This discussion seems mostly among graduate students and young professors (as far as I can tell; the posts on the forum are all anonymous). Here is a sample:
Anyone who has ever submitted a law review article knows it is a complete joke. You can send it to 100 journals at once, it is barely reviewed by law students, there is no word limit, and the revision process is nowhere near as rigorous. You can lie to yourself, but it is a waste of good scholarship to publish in law reviews.
And another:
If you have multiple books and peer reviewed articles, then go for it on law reviews. I agree it is a way to reach another audience. But if you are starting out your career as a political scientist, beware of wasting your time and good ideas on something that everyone knows is not remotely close to the peer review process. During the law review submission you can click on as many reviews as you want to send it to. It is impossible to get rejected. This doesn't mean there aren't good law review articles, or that good scholars don't publish in law journals, but you would be a fool to do so pre tenure.
And one more:
Ive published in both and wouldnt say one is better/harder than the other.
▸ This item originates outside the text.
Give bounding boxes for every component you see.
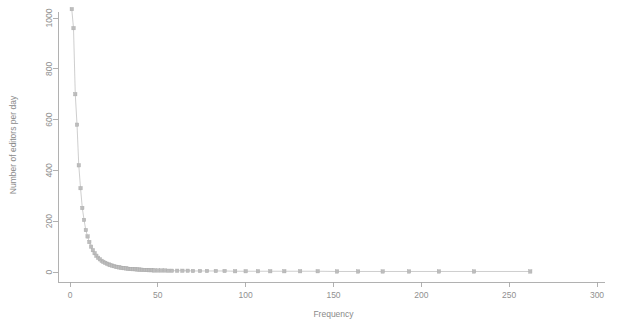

Law reviews arent as rigid on the type of reasoning used and sources cited, so long as citations are provided and detailed. They dont explain rejections. If youre accepted, you work with editors on revisions almost like an r and r process.
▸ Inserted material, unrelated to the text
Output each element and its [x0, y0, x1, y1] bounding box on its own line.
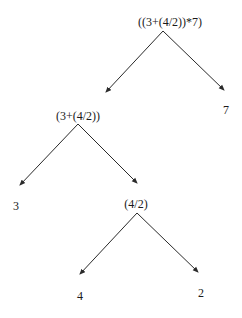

Political science journals are a lot more rigid on what methods are used and who gets cited, even if the choice of method doesnt affect results and many different references could be used to make same point.
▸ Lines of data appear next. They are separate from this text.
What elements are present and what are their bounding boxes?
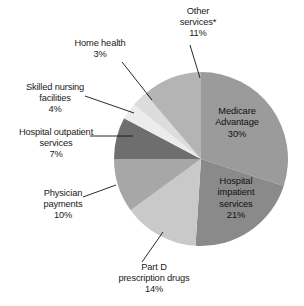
pie-label-skilled-nursing-line1: Skilled nursing [2,82,108,93]
pie-label-hospital-outpatient-percent: 7% [0,149,112,160]
pie-label-hospital-impatient-line3: services [196,199,276,210]
pie-label-part-d-percent: 14% [92,284,216,295]
pie-label-other-services-line1: Other [155,6,241,17]
pie-label-physician-line1: Physician [16,188,110,199]
pie-label-other-services-line2: services* [155,17,241,28]
pie-label-home-health: Home health 3% [52,38,148,60]
pie-label-other-services: Other services* 11% [155,6,241,40]
pie-label-medicare-advantage-line1: Medicare [196,106,278,117]
pie-label-medicare-advantage-line2: Advantage [196,117,278,128]
pie-label-hospital-outpatient-services: Hospital outpatient services 7% [0,127,112,161]
pie-label-physician-line2: payments [16,199,110,210]
pie-label-hospital-outpatient-line1: Hospital outpatient [0,127,112,138]
pie-label-skilled-nursing-line2: facilities [2,93,108,104]
pie-label-hospital-impatient-line2: impatient [196,187,276,198]
pie-label-medicare-advantage-percent: 30% [196,129,278,140]
pie-label-medicare-advantage: Medicare Advantage 30% [196,106,278,140]
pie-label-hospital-impatient-line1: Hospital [196,176,276,187]
pie-label-hospital-outpatient-line2: services [0,138,112,149]
pie-label-skilled-nursing-percent: 4% [2,104,108,115]
pie-label-hospital-impatient-services: Hospital impatient services 21% [196,176,276,222]
pie-label-home-health-percent: 3% [52,49,148,60]
pie-label-part-d-line2: prescription drugs [92,273,216,284]
pie-label-home-health-line1: Home health [52,38,148,49]
pie-label-other-services-percent: 11% [155,28,241,39]
pie-label-physician-percent: 10% [16,210,110,221]
pie-chart-figure: Other services* 11% Home health 3% Skill… [0,0,304,306]
pie-label-hospital-impatient-percent: 21% [196,210,276,221]
leader-line-home-health [122,62,152,100]
pie-label-skilled-nursing-facilities: Skilled nursing facilities 4% [2,82,108,116]
leader-line-part-d [142,232,163,262]
pie-label-part-d-line1: Part D [92,262,216,273]
pie-label-physician-payments: Physician payments 10% [16,188,110,222]
pie-label-part-d-prescription-drugs: Part D prescription drugs 14% [92,262,216,296]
Law reviews are more likely to accept quantitative analysis than political science journals are to accept legal reasoning.
What do academics think of lawyers as scholars? Law reviews and legal education are so wasteful and useless.
The "n" on that thread hardly qualifies as political scientists talking about law journals….
Jojo,
Anecdotally, when I applied to teach criminal law at a local community college, the department chair told me that a JD is not an academic degree and he doesn't consider it as a "real graduate work." Told me he would rather hire a copper with an MA teach. Further expressed his contempt for criminal lawyers like me. He noted you guys collect 5 bills from a poor client for a five minute morning court appearance and then knock off the rest of the day.